April 2, 2021

Law School Admission Essay - Three Key Attributes

What do Law Schools try to find in application essays?

The admissions committee at any law school looks at your application (which includes transcripts, LSAT scores, recommendations, and personal statement), they essentially seek the solution to 1 single question: Can this person succeed only at that school, and will he actually produce a good lawyer upon graduating?

However, because the GST Admission 2021 committee members reach your essay, their focus shifts from objective to subjective analysis. For example, often admissions officers say that they look to the essays to believe they've come to know a real person, his personality and character. In this subjective setting, officers often say that they try to find someone they feel that they know, understand, and most importantly, spend three years of what the law states school with.

They are the three essential ingredients of a fruitful law school admission essay:

1. Writing/Communication Skills

A no-brainer in regards to admissions essays. As an attorney, you're expected to own above-par, even exceptional communication skills.

The admission essay, thus, is just a perfect platform to showcase these skills.

Obviously, your essay doesn't have to seem as the job of a future Pulitzer prize winning author, but as a future lawyer, judge, or politician. The capacity to present ideas skillfully is the primary to success in the legal profession, and good writing is a quite strong indicator of those communication skills.

At the J.D. level, good writing skills are expected in a candidate. A typo, just one grammatical mistake, a factual error - little, oblivious mistakes could run you an area at a law school. While a beautifully written essay won't singularly allow you to get in the law school, a badly written one might run you the admission.

The admissions officer basically looks at the essay and asks: Does the candidate have a powerful command of the English language? Solid writing style and organizational abilities?

Provide the solution to these questions, and you will have one foot inside the college door.

2. Motivation

The admissions committee expects your essay to answer a clear question: Why?

Why do you intend to apply to the college and not that college? Why do you consider you'll produce a good addition to our student body? Why do you consider you'll produce a good lawyer?

Quite simply, the committee is trying to find your motivation to engaging in what the law states school.

Did you decide on an impulse, or because you made a drunken bet with your friend that you have access to into law school. Or even you intend to impress your family, or perhaps its been a lifelong dream of yours to be an attorney.

Quite simply, your reasons for engaging in law school, thus, have to be strong enough to support your application. A drunken bet with friends won't actually cut it, nor will a synthetic reason like impressing family/girlfriend/etc.

What the law states school wants to know that you truly want to get inside, that you truly want to be a lawyer.

Your single, individual goal in the essay, thus, is to prove to the admissions officer that you belong for their school, that you've worked hard to have this far, and that you'll continue doing so once you obtain inside. That you're committed, motivated to be Juris Doctor from your chosen law school.

3. A Real Person

As stated earlier, above anything, the admissions committee members look for character and personality in the essay. Quite simply, the committee members want to believe that they're reading the private statement of a real, live human being.

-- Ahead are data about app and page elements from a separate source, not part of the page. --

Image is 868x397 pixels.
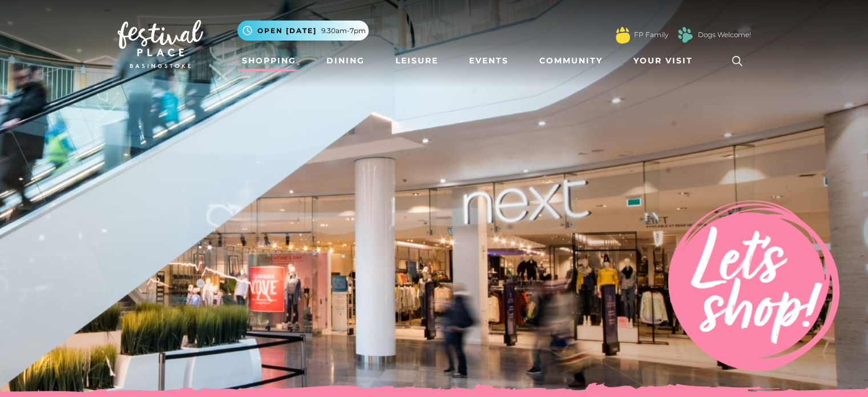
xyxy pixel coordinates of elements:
[465,51,513,71] a: Events
[237,21,369,41] button: Open [DATE] 9.30am-7pm
[237,51,300,71] a: Shopping
[321,26,366,36] span: 9.30am-7pm
[257,26,317,36] span: Open [DATE]
[391,51,443,71] a: Leisure
[634,30,668,40] a: FP Family
[535,51,607,71] a: Community
[698,30,751,40] a: Dogs Welcome!
[629,51,703,71] a: Your Visit
[322,51,369,71] a: Dining
[633,55,693,67] span: Your Visit
[117,20,203,68] img: Festival Place Logo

The admissions committee hasn't seen you. They haven't ever spoken to you. What they find out about you is what is recorded in your transcripts, factual information in your application, and most importantly, what is written in your individual statement.

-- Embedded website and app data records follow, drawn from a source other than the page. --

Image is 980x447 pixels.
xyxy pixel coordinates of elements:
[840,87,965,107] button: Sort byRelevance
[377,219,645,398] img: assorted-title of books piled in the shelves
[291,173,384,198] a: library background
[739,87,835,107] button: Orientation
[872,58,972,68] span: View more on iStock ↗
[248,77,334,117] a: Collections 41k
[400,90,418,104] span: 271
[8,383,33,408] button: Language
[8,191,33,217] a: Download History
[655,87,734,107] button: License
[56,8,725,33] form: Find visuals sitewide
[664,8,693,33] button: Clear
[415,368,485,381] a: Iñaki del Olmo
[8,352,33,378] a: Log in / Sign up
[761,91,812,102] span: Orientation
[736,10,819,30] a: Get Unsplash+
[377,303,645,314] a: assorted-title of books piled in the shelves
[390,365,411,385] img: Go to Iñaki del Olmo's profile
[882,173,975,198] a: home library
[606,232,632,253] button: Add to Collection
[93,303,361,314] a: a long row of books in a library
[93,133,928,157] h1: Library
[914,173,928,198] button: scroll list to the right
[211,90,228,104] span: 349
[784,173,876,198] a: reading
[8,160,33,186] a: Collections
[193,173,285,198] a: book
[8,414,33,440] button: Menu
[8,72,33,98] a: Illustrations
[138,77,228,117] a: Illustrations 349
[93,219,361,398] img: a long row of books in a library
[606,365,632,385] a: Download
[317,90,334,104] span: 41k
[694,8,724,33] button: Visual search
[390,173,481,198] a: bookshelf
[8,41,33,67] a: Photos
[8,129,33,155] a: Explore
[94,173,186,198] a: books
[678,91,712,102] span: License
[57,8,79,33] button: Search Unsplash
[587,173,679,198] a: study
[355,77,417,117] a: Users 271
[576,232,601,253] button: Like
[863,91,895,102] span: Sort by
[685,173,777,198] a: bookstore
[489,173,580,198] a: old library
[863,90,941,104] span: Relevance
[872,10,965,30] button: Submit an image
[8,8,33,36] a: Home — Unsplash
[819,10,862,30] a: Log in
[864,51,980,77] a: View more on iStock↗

The non-public statement, thus, becomes the window to your personality, your character. Its how you keep in touch with the admissions officer, woo him, in fact. When asked, admissions officers will often offer you varied advice (be honest, be unique, etc.), that essentially means a very important factor: Be Yourself!

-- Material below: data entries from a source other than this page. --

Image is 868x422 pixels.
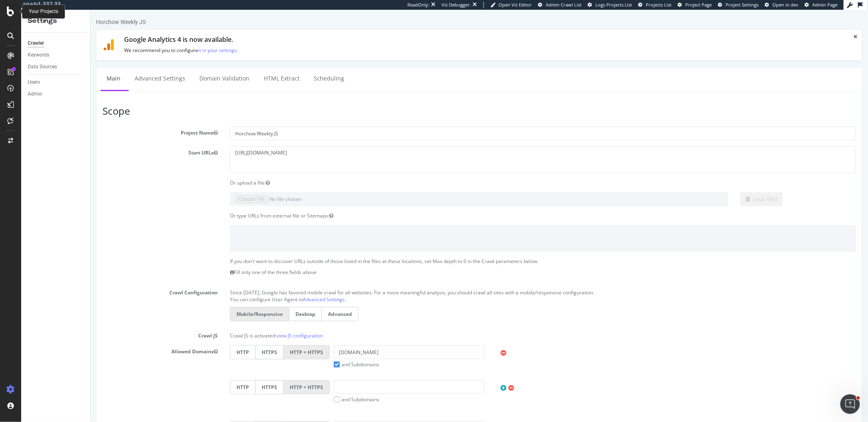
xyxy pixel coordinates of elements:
label: Start URLs [6,136,134,146]
label: and Subdomains [243,351,289,358]
a: view JS configuration [186,323,233,329]
a: Advanced Settings [213,287,255,293]
label: HTTP [139,335,165,350]
a: Project Settings [718,2,758,8]
a: Open Viz Editor [491,2,532,8]
a: Admin Crawl List [537,2,581,8]
button: Start URLs [123,139,128,146]
a: Admin [27,90,84,98]
label: Project Name [6,117,134,127]
label: Advanced [231,297,268,311]
label: HTTPS [165,370,193,385]
a: Domain Validation [103,58,165,80]
span: Project Page [685,2,711,8]
div: Or upload a file: [134,170,771,176]
label: HTTP + HTTPS [193,335,239,350]
div: Settings [27,17,83,25]
textarea: [URL][DOMAIN_NAME] [139,136,765,163]
label: Desktop [199,297,231,311]
h1: Google Analytics 4 is now available. [34,26,753,34]
span: Projects List [646,2,671,8]
a: it in your settings [108,37,146,44]
label: and Subdomains [243,386,289,393]
label: Blacklisted Domains [6,411,134,421]
button: Project Name [123,120,128,127]
label: HTTP + HTTPS [193,370,239,385]
a: Project Page [677,2,711,8]
div: Horchow Weekly JS [6,8,56,17]
a: Logs Projects List [587,2,632,8]
label: Mobile/Responsive [139,297,199,311]
span: Open Viz Editor [498,2,532,8]
div: Data Sources [27,62,57,71]
a: Scheduling [217,58,259,80]
div: Viz Debugger: [441,2,471,8]
a: Projects List [638,2,671,8]
p: We recommend you to configure . [34,37,753,44]
h3: Scope [13,96,765,106]
p: You can configure User Agent in . [139,287,765,293]
label: Crawl JS [6,320,134,329]
span: Logs Projects List [595,2,632,8]
label: HTTPS [165,335,193,350]
p: Fill only one of the three fields above [139,259,765,266]
a: Users [27,78,84,87]
span: Admin Crawl List [545,2,581,8]
span: Project Settings [726,2,758,8]
a: HTML Extract [167,58,216,80]
a: Main [10,58,36,80]
a: Crawler [27,39,84,48]
div: Users [27,78,40,87]
button: Allowed Domains [123,338,128,345]
label: Crawl Configuration [6,277,134,287]
div: Or type URLs from external file or Sitemaps: [134,203,771,210]
a: Advanced Settings [38,58,100,80]
p: Since [DATE], Google has favored mobile crawl for all websites. For a more meaningful analysis, y... [139,277,765,287]
label: HTTP [139,370,165,385]
span: Admin Page [811,2,837,8]
iframe: Intercom live chat [840,395,859,414]
a: Data Sources [27,62,84,71]
img: ga4.9118ffdc1441.svg [13,29,24,41]
div: Keywords [27,51,49,59]
div: Admin [27,90,42,98]
a: Keywords [27,51,84,59]
label: Allowed Domains [6,335,134,345]
div: ReadOnly: [407,2,429,8]
div: Your Projects [29,8,59,15]
a: Open in dev [765,2,798,8]
a: Admin Page [804,2,837,8]
p: If you don't want to discover URLs outside of those listed in the files at these locations, set M... [139,248,765,254]
span: Open in dev [772,2,798,8]
div: Crawler [27,39,44,48]
p: Crawl JS is activated: [139,320,765,329]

That is, in a way, the exact same advice you'd get while dating.

Imagine the plight of the admissions officers: thumbing through countless stacks of essays, all boring, all penned down mechanically. Then, when he comes across a beautifully crafted essay that speaks to him, connects to him, interests him, you can be sure that he will begin leaning in your favor.

Combine all these elements, and you will have a winner of a law school admissions essay on both hands, one that will charm the hardest of admissions committee and bag you a seat at that law school you've been eying since your undergrad days.